I saw this film 30 years ago, but I don't think I was mature enough to appreciate it. It is an incredibly powerful and complex tale. A modern version of a Greek tragedy.
Thank you Luís Filipe Bernardes for the subtitles. This was trurly an amazing experience. After some research I found that this play is actually a retelling of the Oresteia by Aeschylus (ancient Greece). A phenomenal piece of media and defintely worth a watch if you have the time.
Rosalind Russell was the front runner to win the Oscar after having won the Golden Globe Award. When the envelope was opened, the winner was Loretta Young for "The Farmer's Daughter."
I heard once this movie was not well received by American audiences who were put off by the subtle sexual tension the kids seem to have with their parents among other things. I think considering most Americans at this time only had about an 8th grade education, they just weren't intellectually affluent enough to appreciate such an adult version of these greek plays.
Impeccable set decoration. Like time travel. And this is a British production. Amazing how politesse can be used to strangle the truth in all of them. Awesomely grand play;.
The sea is a constant leitmotif in O'Neill's works, and Mourning Becomes Electra is no different. He wanted a sea shanty that would resemble a dirge, and Shenandoah was the one he settled on. O'Neill wasn't concerned so much with the pernickety details of Union versus Confederacy, but rather with the broader emotional effect. His father had been a flamboyant ham actor of the old school, and that dedication to the emotion, even the melodrama, is far more important in O'Neill's æsthetic than a prosaic and rigid fidelity to minor detail.
This version of those greek tales is one of the very best interpretations. Eugene O'Neill really knew what he was doing in how he re-framed these myths.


[Instructions to follow]
In the records below, take the line containing "Output a JSON" and reproduce it and every subsequent line exactly, adding nothing.

***** Data provided

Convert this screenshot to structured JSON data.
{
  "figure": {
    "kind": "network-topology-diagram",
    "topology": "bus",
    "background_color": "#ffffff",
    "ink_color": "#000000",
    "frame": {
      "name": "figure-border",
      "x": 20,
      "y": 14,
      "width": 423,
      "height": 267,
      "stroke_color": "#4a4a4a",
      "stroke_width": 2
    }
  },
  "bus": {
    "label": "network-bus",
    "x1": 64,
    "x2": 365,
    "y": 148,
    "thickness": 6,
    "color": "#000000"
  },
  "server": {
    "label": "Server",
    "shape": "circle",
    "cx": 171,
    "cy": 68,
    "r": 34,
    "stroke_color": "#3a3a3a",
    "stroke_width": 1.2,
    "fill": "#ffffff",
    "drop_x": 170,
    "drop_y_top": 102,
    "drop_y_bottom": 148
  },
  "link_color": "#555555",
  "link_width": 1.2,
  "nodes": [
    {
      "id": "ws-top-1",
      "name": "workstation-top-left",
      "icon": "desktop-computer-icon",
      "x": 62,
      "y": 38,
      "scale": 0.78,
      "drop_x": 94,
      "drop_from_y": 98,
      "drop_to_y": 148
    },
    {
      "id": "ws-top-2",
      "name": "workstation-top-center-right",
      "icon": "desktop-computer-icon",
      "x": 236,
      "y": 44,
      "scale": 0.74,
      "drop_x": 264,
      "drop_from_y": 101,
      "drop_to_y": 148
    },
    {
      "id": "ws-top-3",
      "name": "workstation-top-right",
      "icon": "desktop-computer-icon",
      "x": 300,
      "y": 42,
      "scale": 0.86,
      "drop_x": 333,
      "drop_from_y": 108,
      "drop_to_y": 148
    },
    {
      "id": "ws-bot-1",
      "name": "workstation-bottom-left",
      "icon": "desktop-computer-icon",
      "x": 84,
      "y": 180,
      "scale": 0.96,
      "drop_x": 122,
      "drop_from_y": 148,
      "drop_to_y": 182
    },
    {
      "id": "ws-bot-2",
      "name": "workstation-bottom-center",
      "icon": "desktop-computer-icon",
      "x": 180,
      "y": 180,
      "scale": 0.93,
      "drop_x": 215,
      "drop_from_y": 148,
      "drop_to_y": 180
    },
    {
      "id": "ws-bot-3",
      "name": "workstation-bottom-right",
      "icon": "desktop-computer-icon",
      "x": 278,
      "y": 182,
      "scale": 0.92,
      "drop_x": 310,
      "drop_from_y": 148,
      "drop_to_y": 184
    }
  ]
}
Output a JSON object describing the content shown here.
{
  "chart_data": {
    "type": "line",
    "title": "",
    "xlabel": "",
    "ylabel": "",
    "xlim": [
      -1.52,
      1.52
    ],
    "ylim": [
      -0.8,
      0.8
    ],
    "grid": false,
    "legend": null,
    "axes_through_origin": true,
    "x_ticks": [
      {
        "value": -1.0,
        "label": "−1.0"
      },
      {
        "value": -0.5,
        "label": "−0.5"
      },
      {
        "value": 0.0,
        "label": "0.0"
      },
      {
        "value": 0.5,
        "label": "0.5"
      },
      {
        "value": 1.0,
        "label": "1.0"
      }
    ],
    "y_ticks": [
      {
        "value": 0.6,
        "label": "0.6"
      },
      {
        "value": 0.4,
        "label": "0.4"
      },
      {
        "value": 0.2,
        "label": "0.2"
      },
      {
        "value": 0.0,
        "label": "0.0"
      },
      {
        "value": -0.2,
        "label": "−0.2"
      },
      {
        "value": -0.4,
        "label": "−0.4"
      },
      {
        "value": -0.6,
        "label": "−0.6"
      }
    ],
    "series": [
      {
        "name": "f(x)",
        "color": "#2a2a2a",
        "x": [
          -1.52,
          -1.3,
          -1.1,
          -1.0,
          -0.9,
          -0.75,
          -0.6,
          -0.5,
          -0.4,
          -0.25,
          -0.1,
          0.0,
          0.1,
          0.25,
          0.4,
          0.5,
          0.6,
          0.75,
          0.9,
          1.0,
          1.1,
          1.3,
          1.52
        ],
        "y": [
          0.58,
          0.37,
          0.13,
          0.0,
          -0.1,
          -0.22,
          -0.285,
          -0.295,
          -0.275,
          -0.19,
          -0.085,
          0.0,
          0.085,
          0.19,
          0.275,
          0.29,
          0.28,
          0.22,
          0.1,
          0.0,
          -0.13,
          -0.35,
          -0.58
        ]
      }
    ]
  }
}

**********

[Finished exercise]
Output a JSON object describing the content shown here.
{
  "chart_data": {
    "type": "line",
    "title": "",
    "xlabel": "",
    "ylabel": "",
    "xlim": [
      -1.52,
      1.52
    ],
    "ylim": [
      -0.8,
      0.8
    ],
    "grid": false,
    "legend": null,
    "axes_through_origin": true,
    "x_ticks": [
      {
        "value": -1.0,
        "label": "−1.0"
      },
      {
        "value": -0.5,
        "label": "−0.5"
      },
      {
        "value": 0.0,
        "label": "0.0"
      },
      {
        "value": 0.5,
        "label": "0.5"
      },
      {
        "value": 1.0,
        "label": "1.0"
      }
    ],
    "y_ticks": [
      {
        "value": 0.6,
        "label": "0.6"
      },
      {
        "value": 0.4,
        "label": "0.4"
      },
      {
        "value": 0.2,
        "label": "0.2"
      },
      {
        "value": 0.0,
        "label": "0.0"
      },
      {
        "value": -0.2,
        "label": "−0.2"
      },
      {
        "value": -0.4,
        "label": "−0.4"
      },
      {
        "value": -0.6,
        "label": "−0.6"
      }
    ],
    "series": [
      {
        "name": "f(x)",
        "color": "#2a2a2a",
        "x": [
          -1.52,
          -1.3,
          -1.1,
          -1.0,
          -0.9,
          -0.75,
          -0.6,
          -0.5,
          -0.4,
          -0.25,
          -0.1,
          0.0,
          0.1,
          0.25,
          0.4,
          0.5,
          0.6,
          0.75,
          0.9,
          1.0,
          1.1,
          1.3,
          1.52
        ],
        "y": [
          0.58,
          0.37,
          0.13,
          0.0,
          -0.1,
          -0.22,
          -0.285,
          -0.295,
          -0.275,
          -0.19,
          -0.085,
          0.0,
          0.085,
          0.19,
          0.275,
          0.29,
          0.28,
          0.22,
          0.1,
          0.0,
          -0.13,
          -0.35,
          -0.58
        ]
      }
    ]
  }
}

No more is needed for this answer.